In programming, we are developing abstractions at an alarming rate. When enough of those are stacked, it becomes impossible to figure out or control what’s going on down the stack. This is where my contribution begins: I believe I have found some pretty vivid examples of how the ladder of abstractions has started to fall and nobody can do anything about it now because we all are used to work only at the very tip of it.
Enter macOS Catalina. Every year Apple releases a new operating system and every year it needs a flagship feature to promote it. This year it was a long-overdue standalone Music app. Well, what could be simpler, right? List of files, categories, filters, smart lists. All that has been around in iTunes at least since 2001. But even if it wasn’t, how hard is it to build a decent music player? Many companies order of magnitude smaller than Apple have done it successfully in the past.

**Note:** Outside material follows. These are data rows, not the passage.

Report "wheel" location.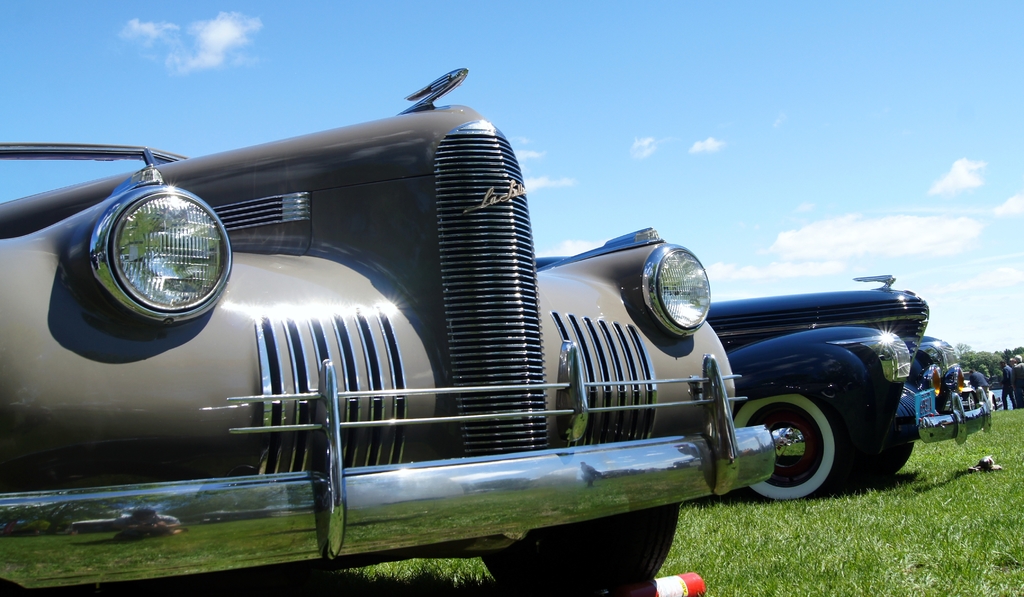
Report: 731 389 840 502.
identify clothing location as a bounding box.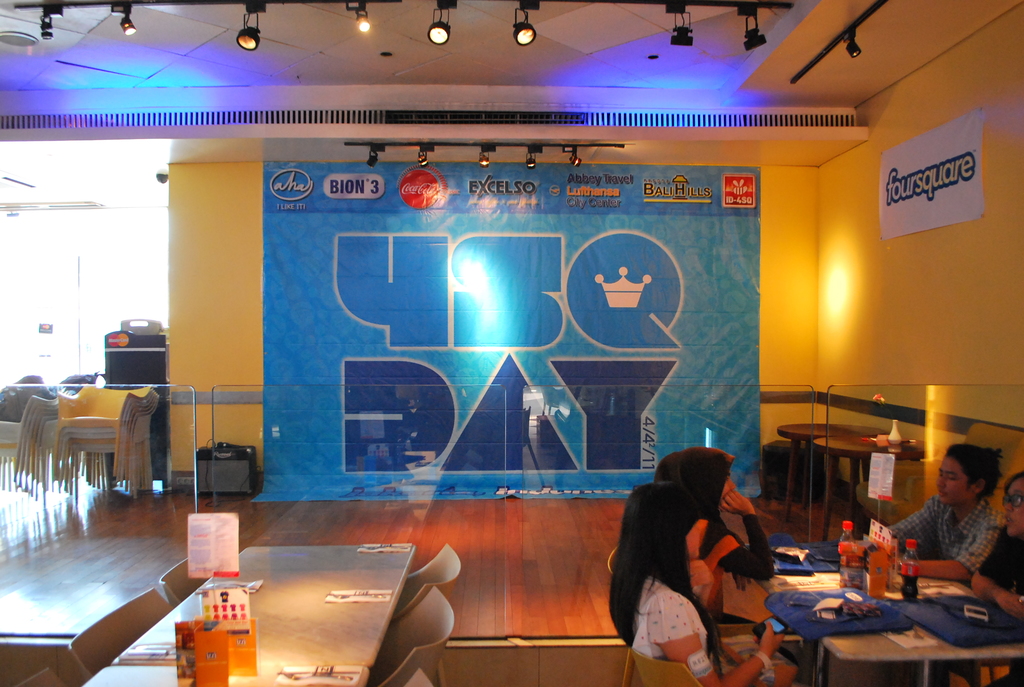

And yet, it didn’t go smoothly. Guys at Annoying.Technology have some great examples. //
As Philipp correctly mentioned,
It’s not some odd, third-party utility that somehow looks a bit funky on an obscure version of macOS. It’s the flagship rewrite of the new Music.app shipping with Catalina. //
Yes, these particular bugs are pretty minor and probably do not affect business in the short run, only Apple’s reputation. Still, it is a big deal. Imagine how tall, opaque and unstable that ladder of abstractions is that it’s even possible to fail such a simple thing as selecting an item in a list??? It is a freaking list and if you click it, it should select a thing that you just clicked. How hard of a task do you think that is? Why it has worked flawlessly since the first iPod with a monochrome screen and quarter of computing power of modern watch, but can’t be done in a flagship product of the most advanced operating system in the world?
Because advanced means complex. So complex that no one could reasonably understand it or have control over it, even if they wanted. Apple DID want it. But even they couldn’t. Even with all the resources in the world. //
I don’t have numbers, but I’ve heard Gmail rewrite also made it much slower with no apparent new functions. It’s still pretty drastic if you put GMail next to Fastmail, or Twitter next to Tweetdeck, both of which didn’t get any full rewrites in the last decade, so you can see how fast even Web UI could be if we weren’t constantly climbing up the abstraction ladder.
Docker and Electron are the most hyped new technologies of the last five years. Both are not about improving things, figuring out complexity or reducing it. Both are just compromised attempts to hide accumulated complexity from developers because it became impossible to deal with.